Some claimed he was poisoned, others said he simply wore himself out by composing more than 600 pieces during his short life.
Now, a group of boffins has suggested that he died from a bacterial infection spread by soldiers which was rife in Vienna at the time, reports The Telegraph.
The researchers, who studied the city's death register, found that the three most common causes of death among men of his age were tuberculosis, severe weight loss and a condition called 'oedema' or 'dropsy' - an accumulation of fluids causing the body to swell up.
And, Mozart's symptoms match the last of the three, according to Dr Richard Zeger, from the Academic Medical Centre in Amsterdam, who said it could have been caused by a bacterial infection.
He said: "I think you can compare this to a superbug like MRSA or C.difficile."
Mozart's sister-in-law Sophie Haibel, who saw him days before he died, said he was covered in a rash - consistent with a bacterial infection - and severely swollen - consistent with oedema or dropsy.
At the time Vienna was full of soldiers from the Austro-Turkish war who had been struck down by disease.
Zeger said: "Austria was at war at the time so people were living in a bad condition and most of the deaths were among soldiers.

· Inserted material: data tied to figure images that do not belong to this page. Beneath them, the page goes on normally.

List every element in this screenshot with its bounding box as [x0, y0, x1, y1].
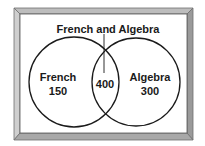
frame-right-bevel — [187, 8, 193, 140]
venn-diagram-canvas: French and Algebra French 150 400 Algebr… — [0, 0, 205, 146]
intersection-title-label: French and Algebra — [57, 23, 161, 35]
algebra-set-name: Algebra — [130, 71, 172, 83]
frame-top-bevel — [14, 8, 193, 14]
french-only-value: 150 — [49, 85, 67, 97]
frame-bottom-bevel — [14, 133, 193, 140]
frame-left-bevel — [14, 8, 20, 140]
algebra-only-value: 300 — [141, 85, 159, 97]
venn-diagram-figure: French and Algebra French 150 400 Algebr… — [0, 0, 205, 146]
french-set-name: French — [40, 71, 77, 83]
intersection-value: 400 — [96, 78, 114, 90]
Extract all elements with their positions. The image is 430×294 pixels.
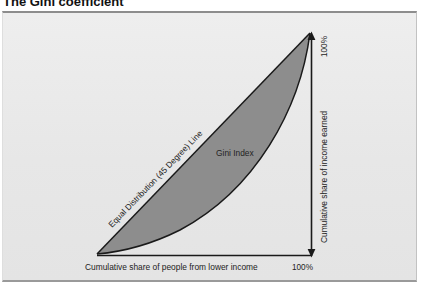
title-bar: The Gini coefficient [0, 0, 430, 11]
chart-panel-background [3, 13, 416, 280]
chart-panel [2, 11, 417, 282]
page-title: The Gini coefficient [3, 0, 124, 9]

You can see there was clearly an epidemic and we found that it started in a military hospital. There was some kind of inflammatory disease that almost everyone contracted and some people died. It was an epidemic of oedema, which is a collection of fluid.
"When your kidneys fail, they can't secrete body fluids so fluid accumulates in your body, which causes people to swell up and get worse and worse."
This kind of a condition could have been caused by being infected with bacteria from the Staphylococcus aureus (SA) family, or which MRSA is a more recent member.
"Mozart's body had swollen up so badly he was not able to turn around any more in his bed, showing he had post-streptococcal complications," said Zeger.
In those times, antibiotics like penicillin were nowhere present, so strictly speaking the bacteria would not have been a 'super' bug as it could not have developed any resistance in the way that methicillin-resistant Staphylococcus aureus (MRSA) has done.
Zeger postulated: "We still see the streptococcal infection today in close communities like schools and armies so that would be a good reason behind the epidemic.
"In Mozart's time, several soldiers in the army were also musicians who might have performed in Vienna, where Mozart might have contracted it." (ANI)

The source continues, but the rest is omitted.